Polls v. principles: Cameron’s confusing views on abortion, birth control. | Opinion
At this point I have no idea if Daniel Cameron is auditioning to be the high priest of Gilead or Margaret Sanger’s best friend, but it looks as though the most recent public polling — which showed him eight points down — has put his messaging in a twist.
“If our legislature was to bring legislation before me that provided exceptions for rape and incest, I would sign that legislation,” Cameron said on a local radio show on Monday. “There’s no question about that.”
Except there are many questions about that.
Until Monday, Cameron had never signaled that he would be open to exceptions in Kentucky’s extreme abortion ban. Until Monday, in both words and deeds, he had stood staunchly behind Kentucky’s trigger law after the Dobbs decision and Kentucky’s own fetal heartbeat bill, which has virtually eliminated abortion in our state. He said so in at least two debates, and his office argued in favor of the current laws in front of the Kentucky Supreme Court.
These have had real life consequences for Kentucky women, like one whose baby had no brain, but who was forced to carry to term, or another who had to seek an out of state termination because even though her baby’s anomaly would kill him and possibly give her cancer, her doctors did not think they could help her.
Cameron didn’t even seem open to helping doctors in Kentucky by encouraging legislators to make Kentucky’s exceptions for the life of the mother more specific about fetal anomalies that might require termination as more progressive states — like, ahem, Louisiana — has done.
It’s also worth pointing out that Rep. Jason Nemes, R-Louisville, did file a bill allowing exceptions, and it didn’t even get a committee hearing. So Cameron can hide behind the extreme supermajority in the legislature.
Voters are going to get confused. Nor has he helped explain his position on birth control, which he was for, apparently before he filled out the Northern Kentucky Right to Life questionnaire saying he was against it.
Now this questionnaire conflates abortion and birth control, which for some extremists are one and the same. But Cameron should read more carefully. Some of his fellow GOP candidates did so and left the questions blank.
I’ll take Cameron at his word that he supports birth control, which is, after all, the best way to avoid abortion. What I find more alarming is that Cameron said he opposed Medicaid funding for birth control, which is a way many poor women receive it. Luckily, Medicaid is a federal program, thus immune from the vagaries of gubernatorial candidates.
It would be interesting to see Cameron’s internal polling with women, moderates, and suburbanites, the same people who stopped a constitutional amendment that he supported to make an abortion ban permanent.
All this to say, Cameron’s new positions are fooling very few. You can’t drum up the base and appeal to suburban moderates at the same time. Just as teachers don’t buy Cameron’s crocodile tear apologies now that he needs their votes, women know that we’re close enough to a Margaret Atwood dystopian novel as it is. With our personal freedoms on the line, we can’t risk playing footsie with a politician whose views change with every new poll.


WHAT TO DO: Nothing but the records, transcribed exactly, should appear in the answer; leave the pictures out.

SOURCE DATA:

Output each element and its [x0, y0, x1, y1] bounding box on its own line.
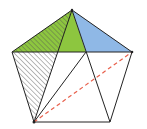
vertex-dot [33, 121, 36, 124]
hatched-region-lower [12, 52, 58, 122]
vertex-dot [71, 9, 73, 11]
pentagon-diagram [0, 0, 147, 129]
vertex-dot [131, 51, 134, 54]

REPLY TO THE EXERCISE:
Output each element and its [x0, y0, x1, y1] bounding box on its own line.
vertex-dot [33, 121, 36, 124]
hatched-region-lower [12, 52, 58, 122]
vertex-dot [71, 9, 73, 11]
pentagon-diagram [0, 0, 147, 129]
vertex-dot [131, 51, 134, 54]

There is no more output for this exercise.